US supreme court asked to review overturned Bill Cosby's sex-crime conviction




 US supreme court asked to review overturned Bill Cosby

 Prosecutors in Pennsylvania on Monday November 29, asked the U.S. Supreme Court to review a lower court’s ruling that overturned the sexual assault conviction of Bill Cosby.

 

Cosby, 84, had served about three years in prison after being found guilty in 2018 of drugging and sexually assaulting a Temple University staff member more than a decade earlier. 

 

But the Pennsylvania Supreme Court ruled in June that a “non-prosecution agreement” with a prior prosecutor should have precluded him from being criminally charged in the case. Cosby was released from prison on June 30.

 

The District Attorney’s Office in Montgomery County, Pennsylvania, filed a petition for the high court to consider whether that agreement in which then-prosecutor Bruce Castor promised not to file criminal charges against Cosby if the comedian would testify in a civil lawsuit — should be treated as “a grant of immunity.” 

 

The petition is “the right thing to do because of the precedent set in this case” by the Pennsylvania Supreme Court, Montgomery County District Attorney Kevin Steele said in a statement.

 

“This decision as it stands will have far-reaching negative consequences beyond Montgomery County and Pennsylvania. The U.S. Supreme Court can right what we believe is a grievous wrong,” Steele said.

 

According to USA TODAY, the high court does not have to accept the petition. Under court rules, it could take up to six weeks for the court to act once a petition has been filed, responses received, the case is circulated among justices and a case is scheduled for consideration at one of the justices’ private Friday conferences.   

 

Andrew Wyatt, Cosby's spokesperson, issued a statement to USA TODAY saying the petition is "pathetic" and a sign of the prosecutor's "fixation" on Cosby.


Transcribe the listing verbatim, please, with images dropped.
═══ Records supplied
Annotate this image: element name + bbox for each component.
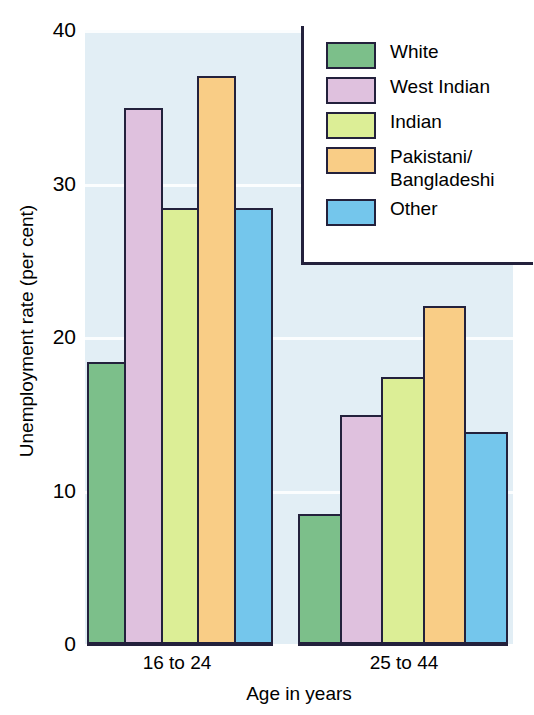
y-tick-label-30: 30	[30, 173, 76, 194]
legend-item-1: West Indian	[326, 75, 533, 104]
bar-other-16-to-24	[234, 208, 273, 644]
legend-label-1: West Indian	[390, 75, 490, 98]
bar-pakistani-bangladeshi-16-to-24	[197, 76, 236, 644]
y-tick-label-10: 10	[30, 480, 76, 501]
legend-item-2: Indian	[326, 110, 533, 139]
bar-indian-16-to-24	[161, 208, 200, 644]
bar-indian-25-to-44	[381, 377, 425, 644]
bar-white-16-to-24	[87, 362, 126, 644]
legend-swatch-icon-0	[326, 42, 376, 69]
x-axis-label: Age in years	[85, 683, 513, 705]
x-axis-ticks: 16 to 24 25 to 44	[85, 652, 513, 680]
legend: WhiteWest IndianIndianPakistani/ Banglad…	[301, 26, 533, 265]
legend-item-3: Pakistani/ Bangladeshi	[326, 145, 533, 191]
y-axis-ticks: 010203040	[20, 0, 76, 715]
bar-chart: Unemployment rate (per cent) 010203040 1…	[0, 0, 534, 715]
legend-swatch-icon-4	[326, 199, 376, 226]
y-tick-label-0: 0	[30, 633, 76, 654]
x-tick-label-0: 16 to 24	[77, 652, 277, 674]
legend-swatch-icon-2	[326, 112, 376, 139]
bar-group-16-to-24	[87, 30, 273, 644]
legend-swatch-icon-3	[326, 147, 376, 174]
bar-white-25-to-44	[298, 514, 342, 644]
legend-label-0: White	[390, 40, 439, 63]
y-tick-label-20: 20	[30, 326, 76, 347]
bar-other-25-to-44	[464, 432, 508, 644]
legend-item-4: Other	[326, 197, 533, 226]
bar-pakistani-bangladeshi-25-to-44	[423, 306, 467, 644]
legend-item-0: White	[326, 40, 533, 69]
legend-label-3: Pakistani/ Bangladeshi	[390, 145, 495, 191]
bar-west-indian-16-to-24	[124, 108, 163, 644]
bar-west-indian-25-to-44	[340, 415, 384, 644]
y-tick-label-40: 40	[30, 19, 76, 40]
x-tick-label-1: 25 to 44	[300, 652, 508, 674]
legend-label-4: Other	[390, 197, 438, 220]
legend-swatch-icon-1	[326, 77, 376, 104]
legend-label-2: Indian	[390, 110, 442, 133]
══════
Result
Annotate this image: element name + bbox for each component.
y-tick-label-30: 30	[30, 173, 76, 194]
legend-item-1: West Indian	[326, 75, 533, 104]
bar-other-16-to-24	[234, 208, 273, 644]
legend-label-1: West Indian	[390, 75, 490, 98]
bar-pakistani-bangladeshi-16-to-24	[197, 76, 236, 644]
y-tick-label-10: 10	[30, 480, 76, 501]
legend-item-2: Indian	[326, 110, 533, 139]
bar-indian-16-to-24	[161, 208, 200, 644]
bar-indian-25-to-44	[381, 377, 425, 644]
bar-white-16-to-24	[87, 362, 126, 644]
legend-swatch-icon-0	[326, 42, 376, 69]
x-axis-label: Age in years	[85, 683, 513, 705]
x-axis-ticks: 16 to 24 25 to 44	[85, 652, 513, 680]
legend: WhiteWest IndianIndianPakistani/ Banglad…	[301, 26, 533, 265]
legend-item-3: Pakistani/ Bangladeshi	[326, 145, 533, 191]
y-axis-ticks: 010203040	[20, 0, 76, 715]
bar-chart: Unemployment rate (per cent) 010203040 1…	[0, 0, 534, 715]
legend-swatch-icon-4	[326, 199, 376, 226]
y-tick-label-0: 0	[30, 633, 76, 654]
x-tick-label-0: 16 to 24	[77, 652, 277, 674]
legend-swatch-icon-2	[326, 112, 376, 139]
bar-group-16-to-24	[87, 30, 273, 644]
legend-swatch-icon-3	[326, 147, 376, 174]
bar-white-25-to-44	[298, 514, 342, 644]
legend-label-0: White	[390, 40, 439, 63]
y-tick-label-20: 20	[30, 326, 76, 347]
bar-other-25-to-44	[464, 432, 508, 644]
legend-item-4: Other	[326, 197, 533, 226]
bar-pakistani-bangladeshi-25-to-44	[423, 306, 467, 644]
legend-item-0: White	[326, 40, 533, 69]
legend-label-3: Pakistani/ Bangladeshi	[390, 145, 495, 191]
bar-west-indian-16-to-24	[124, 108, 163, 644]
bar-west-indian-25-to-44	[340, 415, 384, 644]
y-tick-label-40: 40	[30, 19, 76, 40]
x-tick-label-1: 25 to 44	[300, 652, 508, 674]
legend-label-4: Other	[390, 197, 438, 220]
legend-swatch-icon-1	[326, 77, 376, 104]
legend-label-2: Indian	[390, 110, 442, 133]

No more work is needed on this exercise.